The multiple sclerosis therapy Fingolimod (FTY720) reduced tumor size in a mouse model of malignant mesothelioma (MM), a study demonstrated.
The research, “FTY720 Inhibits Mesothelioma Growth In Vitro And In A Syngeneic Mouse Model,” was published in the Journal of Translational Medicine.
MM, an aggressive cancer with poor patient prognosis, can often develop resistance to most therapeutic approaches. Patients live a median of 12 to 13 months after diagnosis. Current standard of care treatment, a combination of Platinol (cisplatin) and Alimta (pemetrexed) chemotherapy, extends their lives by only 11 weeks.
This means there is a need for novel approaches to targeting mesothelioma cells.
FTY720 is an immunosuppressant that has been approved for treating multiple sclerosis (MS). Recent studies have suggested that it also suppresses tumors in a variety of cancers. No research had been done on whether it could treat MM, however.
“The development of new therapeutic agents for rare cancers, such as MM, is hampered by the increasing costs of research and drug development from the laboratory to the patient’s bed,” a research team from the University of Hawaii Cancer Center wrote. “Drug repurposing, which involves finding new uses for existing drugs that are outside the scope of their original indication, is a strategy that drastically reduces time and costs to bring a new drug to the market.”
Agata Szymiczek, the first author of the study, and her colleagues are with the center’s Thoracic Oncology Program.
The team looked at FTY720’s impact on cultures of MM cells and human mesothelial cells (HM). The drug reduced MM growth and significantly increased MM cell death without affecting normal HM cells, they discovered.
Biochemical analysis showed that FTY720 works by affecting a protein called SET that is usually found in high levels in MM cells. SET is a natural regulator of phosphatase protein 2A (PP2A), a tumor suppressor that is often impaired in MM. FTY720 reactivated the protein, allowing it to exert its anti-tumor effects, the researchers learned.
The drug also promoted the activation of several molecular mechanisms that lead to cell death, they discovered.
FTY720 reduced tumor size in mice with MM with no apparent adverse side effects, they added.
“Our data represent a proof of principle for the efficacy of FTY720 in MM therapy, with no apparent toxicity in our mouse model,” Szymiczek and her colleagues wrote. “FTY720 and its second-generation derivatives potentially fit the criteria for drug repurposing and can be promising anticancer agents for the treatment of MM, most likely in combination with existing or novel therapies.”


EXERCISE DETAILS
Please go through the records below and return every line holding the word "Overview".

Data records
-- Opening Marker --

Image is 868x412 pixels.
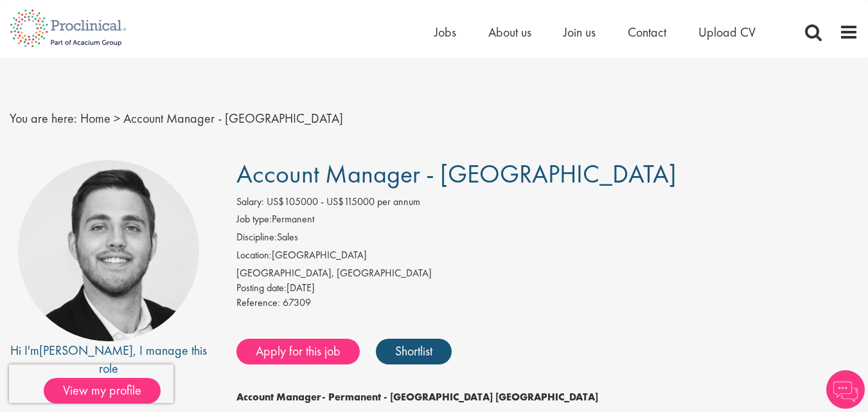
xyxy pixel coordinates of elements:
div: [DATE] [236,281,858,296]
img: Chatbot [826,370,865,409]
a: Upload CV [698,24,755,40]
a: breadcrumb link [81,110,110,127]
label: Salary: [236,195,264,209]
a: Jobs [434,24,456,40]
div: Hi I'm , I manage this role [9,341,208,378]
strong: Account Manager [236,390,322,404]
img: imeage of recruiter Parker Jensen [18,160,199,341]
span: Account Manager - [GEOGRAPHIC_DATA] [124,110,343,127]
span: You are here: [9,110,77,127]
span: > [113,110,120,127]
label: Job type: [236,212,271,227]
a: Contact [628,24,666,40]
span: Account Manager - [GEOGRAPHIC_DATA] [236,157,676,190]
label: Location: [236,248,271,263]
a: Join us [563,24,596,40]
label: Reference: [236,296,280,310]
span: 67309 [282,296,311,309]
span: US$105000 - US$115000 per annum [266,195,420,209]
a: Shortlist [376,339,451,364]
a: [PERSON_NAME] [39,342,133,358]
span: Posting date: [236,281,287,294]
label: Discipline: [236,230,276,245]
strong: - Permanent - [GEOGRAPHIC_DATA] [GEOGRAPHIC_DATA] [322,390,598,404]
a: About us [488,24,531,40]
li: Sales [236,230,858,248]
div: [GEOGRAPHIC_DATA], [GEOGRAPHIC_DATA] [236,266,858,281]
iframe: reCAPTCHA [9,364,173,403]
li: Permanent [236,212,858,230]
a: Apply for this job [236,339,360,364]
li: [GEOGRAPHIC_DATA] [236,248,858,266]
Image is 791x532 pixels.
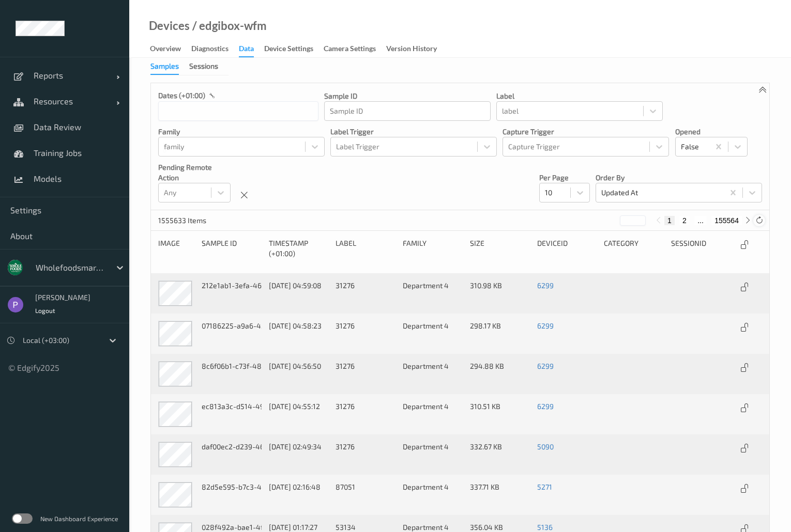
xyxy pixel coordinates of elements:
[201,321,261,331] div: 07186225-a9a6-453e-abff-4707f3ea27f1
[596,173,762,183] p: Order By
[665,216,675,226] button: 1
[239,43,254,58] div: Data
[539,173,590,183] p: Per Page
[470,281,530,306] div: 310.98 KB
[201,361,261,372] div: 8c6f06b1-c73f-489c-a917-33e19dc84179
[694,216,707,226] button: ...
[201,281,261,291] div: 212e1ab1-3efa-461b-9f77-f9350e7ecdbc
[386,43,436,56] div: Version History
[537,281,553,290] a: 6299
[403,401,463,428] div: Department 4
[269,321,328,331] div: [DATE] 04:58:23
[403,238,463,259] div: family
[150,43,181,56] div: Overview
[470,482,530,508] div: 337.71 KB
[201,482,261,492] div: 82d5e595-b7c3-482b-956c-68b7a2aac5b3
[336,238,396,259] div: label
[201,401,261,411] div: ec813a3c-d514-4947-a754-30f1bc711646
[150,61,179,75] div: Samples
[502,126,669,137] p: Capture Trigger
[675,126,748,137] p: Opened
[201,442,261,452] div: daf00ec2-d239-46a9-ac5a-75d5752aac33
[159,238,194,259] div: image
[189,61,218,74] div: Sessions
[148,21,189,31] a: Devices
[159,126,325,137] p: family
[679,216,689,226] button: 2
[537,322,553,330] a: 6299
[159,162,230,183] p: Pending Remote Action
[239,42,264,58] a: Data
[336,281,396,306] div: 31276
[159,90,205,101] p: dates (+01:00)
[537,238,597,259] div: deviceId
[603,238,664,259] div: category
[324,42,386,56] a: Camera Settings
[264,43,313,56] div: Device Settings
[470,401,530,428] div: 310.51 KB
[150,42,191,56] a: Overview
[403,361,463,387] div: Department 4
[537,442,553,451] a: 5090
[496,91,663,102] p: label
[189,21,267,31] div: / edgibox-wfm
[191,43,228,56] div: Diagnostics
[470,321,530,347] div: 298.17 KB
[324,43,376,56] div: Camera Settings
[537,362,553,370] a: 6299
[336,482,396,508] div: 87051
[330,126,496,137] p: Label Trigger
[201,238,261,259] div: Sample ID
[324,91,491,102] p: Sample ID
[403,321,463,347] div: Department 4
[386,42,447,56] a: Version History
[269,442,328,452] div: [DATE] 02:49:34
[336,361,396,387] div: 31276
[403,482,463,508] div: Department 4
[150,62,189,70] a: Samples
[403,442,463,468] div: Department 4
[191,42,239,56] a: Diagnostics
[269,482,328,492] div: [DATE] 02:16:48
[711,216,742,226] button: 155564
[269,361,328,372] div: [DATE] 04:56:50
[189,62,228,70] a: Sessions
[264,42,324,56] a: Device Settings
[269,401,328,411] div: [DATE] 04:55:12
[269,238,328,259] div: Timestamp (+01:00)
[159,216,236,226] p: 1555633 Items
[269,281,328,291] div: [DATE] 04:59:08
[537,523,553,532] a: 5136
[470,442,530,468] div: 332.67 KB
[336,442,396,468] div: 31276
[336,321,396,347] div: 31276
[470,361,530,387] div: 294.88 KB
[470,238,530,259] div: size
[403,281,463,306] div: Department 4
[336,401,396,428] div: 31276
[537,483,552,491] a: 5271
[537,402,553,411] a: 6299
[670,238,731,259] div: sessionId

-- Closing Marker --

ANSWER AREA
[150,43,181,56] div: Overview
[150,42,191,56] a: Overview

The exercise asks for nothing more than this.